NYT chief film critic Manohla Dargis previews the 98th Academy Awards with NYT host Michael Barbaro, analyzing front-runners across Best Actress, Best Actor, and Best Picture categories, arguing that 2025 produced an uncommonly strong slate of studio films that speak directly to the current American experience.

Key Questions Answered

  • Best Actress front-runner: Jessie Buckley in *Hamnet* plays Agnes, Shakespeare's wife, and is considered a near-certain winner. Her performance spans romantic love, maternal grief, and animalistic loss after her son Hamnet dies while Shakespeare works in London. Dargis notes the Academy historically rewards emotionally expansive, physically demanding performances — what she calls the "Shirley MacLaine in Terms of Endearment" archetype.
  • Best Actress alternative worth watching: Norwegian actress Renate Reinsve in *Sentimental Value* delivers a quieter, more layered performance opposite Stellan Skarsgård and Elle Fanning.
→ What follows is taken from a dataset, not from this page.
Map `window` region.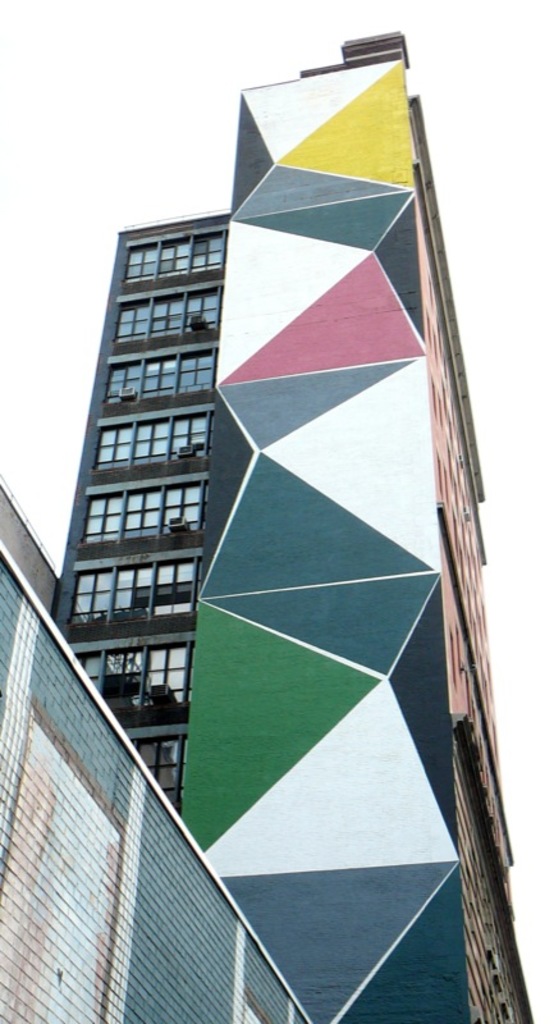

A key scene uses deliberate focus-pulling cinematography — Fanning blurred in the foreground, Reinsve sharp in the background — to let the audience read complex, unspoken emotion without directorial instruction on how to feel.
  • Best Actor three-way split: Timothée Chalamet (*Marty Supreme*), Michael B. Jordan (*Sinners*), and Ethan Hawke (*Blue Moon*) each represent distinct performance styles. Chalamet plays an abrasive post-WWII table tennis hustler; Jordan plays twin brothers with separate personalities in one film; Hawke portrays alcoholic lyricist Lorenz Hart on the night Oklahoma premiered in 1943. Dargis personally favors Hawke's restrained, age-worn portrayal.
  • Best Picture contender — Sinners: Ryan Coogler's film uses a juke joint vampire horror framework to explore Black cultural history from Africa through Mississippi to the present. A single continuous camera movement during a blues performance collapses time to show the full arc of African American music — blues, funk, hip-hop, and contemporary dance — making the film's historical argument visually rather than through dialogue.
  • Hollywood's commercial lesson from 2025: Both *Sinners* and *One Battle After Another* succeeded critically and commercially by grounding big-studio budgets in stories directly reflecting contemporary American anxieties. Dargis argues studio executives should read this as evidence that audiences actively seek well-crafted films engaging with real-world conditions, rather than blockbusters disconnected from lived experience.

Notable Moment

Dargis describes a scene in *One Battle After Another* where Paul Thomas Anderson's opening sequence — depicting revolutionaries rescuing people seized by the U.S. military — caused an entire theater audience to fall completely silent, because the dramatization felt indistinguishable from recent real-world news events.